Wednesday, December 15, 2010

Cut Federal Government Pay and Benefits, Cont.

Need more proof that federal government workers are overpaid. Read the Washington Post, Washington area is wealthiest and most educated region in the nation, census data show.

The Political History of National Health Care 101 [and Obama the Chump]

UPDATE II: All hail Republi-CON truthiness! From The New York Times, Opposition to Health Law Is Steeped in Tradition:

The federal income tax, a senator from New York said a century ago, might mean the end of “our distinctively American experiment of individual freedom.” Social Security was actually a plan “to Sovietize America,” a previous head of the Chamber of Commerce said in 1935. The minimum wage and mandated overtime pay were steps “in the direction of Communism, Bolshevism, fascism and Nazism,” the National Association of Manufacturers charged in 1938.

After Brown v. Board of Education outlawed school segregation in 1954, 101 members of Congress signed a statement calling the ruling an instance of “naked judicial power” that would sow “chaos and confusion” and diminish American greatness. A decade later, The Wall Street Journal editorial board described civil rights marchers as “asking for trouble” and civil rights laws as being on “the outer edge of constitutionality, if not more.”

This year’s health care overhaul has now joined the list.

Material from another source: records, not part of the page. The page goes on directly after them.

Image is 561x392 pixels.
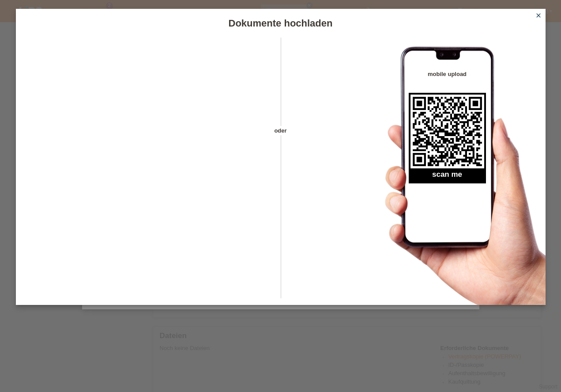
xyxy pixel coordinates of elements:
i: close [536,12,542,19]
h1: Dokumente hochladen [16,17,546,29]
span: oder [265,126,296,135]
h4: mobile upload [408,71,487,77]
a: close [533,11,545,21]
h2: scan me [408,170,487,183]
iframe: Upload [29,60,265,280]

The Republi-con war on the middle class continues!


UPDATE: Add to the political history of national health care, Obama finally realizing he was chumped by the Republi-con. Read the Washington Post, Obama: GOP successfully outplayed us on health reform.

"So over the last 80 years or so, Democrats have responded to Republican opposition by moving to the right, and Republicans have responded by moving even further to the right. In other words, Democrats have been willing to adopt Republican ideas if doing so meant covering everybody (or nearly everybody), while Republicans were willing to abandon Republican ideas if sticking by them meant compromising with the Democrats. But because Democrats were insistent on getting something that would help the uninsured, they've ended up looking like the partisans, as they keep pushing bills Republicans refuse to sign onto."

Read the Washington Post, Why bipartisan health-care reform has proven impossible.